WASHINGTON (JTA) – Jimmy Hoffa: the mysterious disappearance, the giant of the U.S. labor movement, the battles with the Kennedys over alleged improprieties – the hero of Israel?
A little-known chapter in the life of the legendary Teamsters leader is about to come to light in a tribute planned for Feb. 13, when the American Friends of the Yitzhak Rabin Center will have a commemorative dinner. Former President Bill Clinton will address the gathering.
Later in the month, a memorial to Hoffa will be dedicated at the Rabin Center in Tel Aviv.
Among those attending the dinner and the events in Israel will be Hoffa’s children: James. P. Hoffa, the current Teamsters leader, and Barbara Crancer, a judge in Missouri.
James Hoffa said his father’s attachment to Israel was a natural affinity for the outsider struggling for empowerment.
The elder Hoffa learned of Israel’s struggles from his Jewish friends in the labor movement during Israel’s struggle for independence in the late 1940s, when Hoffa was a union official in Detroit.
“They were not only fighting for working people but fighting for independence,” James Hoffa told JTA, adding that his father was influenced by Israel’s struggle against the British and the Arabs. “He became involved in that and in facilitating arms for the struggle.”
“Facilitating” in this case is a euphemism for “smuggling” – not just arms but food and medical supplies.
The relationship continued after the establishment of the state. In 1955, Hoffa held a dinner that raised $300,000 – a phenomenal sum at the time – for an orphanage in Ein Kerem, a Jerusalem suburb.

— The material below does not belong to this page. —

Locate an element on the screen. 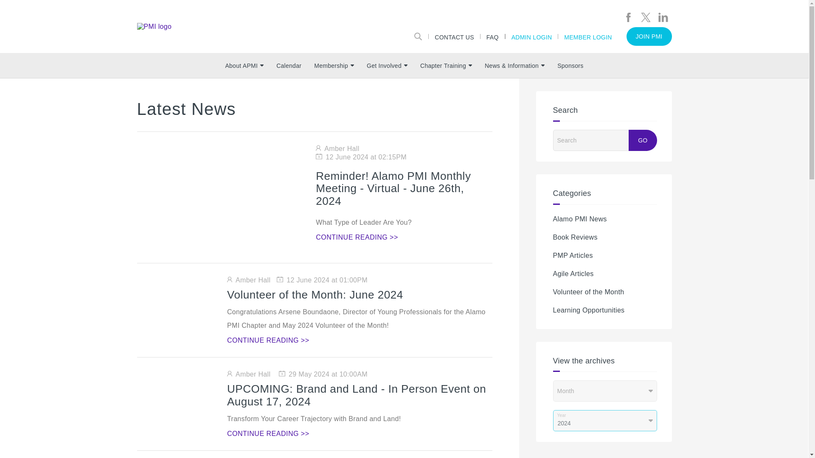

He visited Israel in 1956 to dedicate the orphanage; a year later he became Teamsters president. It was the role for which most Americans remember him, building up a union that united virtually every truck driver in North America.
His success unsettled President John F. Kennedy and his brother, Robert, the attorney general, who feared centralized control over the nation’s transport system.
Jimmy Hoffa is also known for his 1964 bribery conviction and his efforts, after his 1971 commutation by President Richard Nixon, to reassume control of the union. He disappeared in 1975, allegedly after meeting mobsters.
Among Israeli union leaders he is remembered for his unstinting support for the Jewish state – a tradition that remains strong in the American labor movement, although unions overseas in recent years have tended to favor the Palestinians.
James Hoffa suggests a simple reason for the support of Israel: the central role Jews have played in building up American labor.
“The leaders have been Jewish,” he said.
Retelling his father’s story – and the story of Yitzhak Rabin, the prime minister assassinated by a Jewish extremist who opposed his peacemaking – will help sustain that relationship, James Hoffa said.
“When we first brought this up, a lot of people on my board did not know the story of my father’s involvement in Israel, didn’t know the story of Rabin’s death,” he said.
Hoffa screened a film by Rabin’s daughter, Dalia Rabin-Pelosoff, for the Teamsters board about her father’s death.
Rabin-Pelosoff has advocated in recent years for the Hoffa memorial, seeing it not only as a tribute to the labor leader but the principles of the unionism her father championed – principles she fears are losing ground in Israel.
“People were visibly moved by the story and the connection of the Teamsters” to the Zionist movement, James Hoffa said, and by the Rabin story.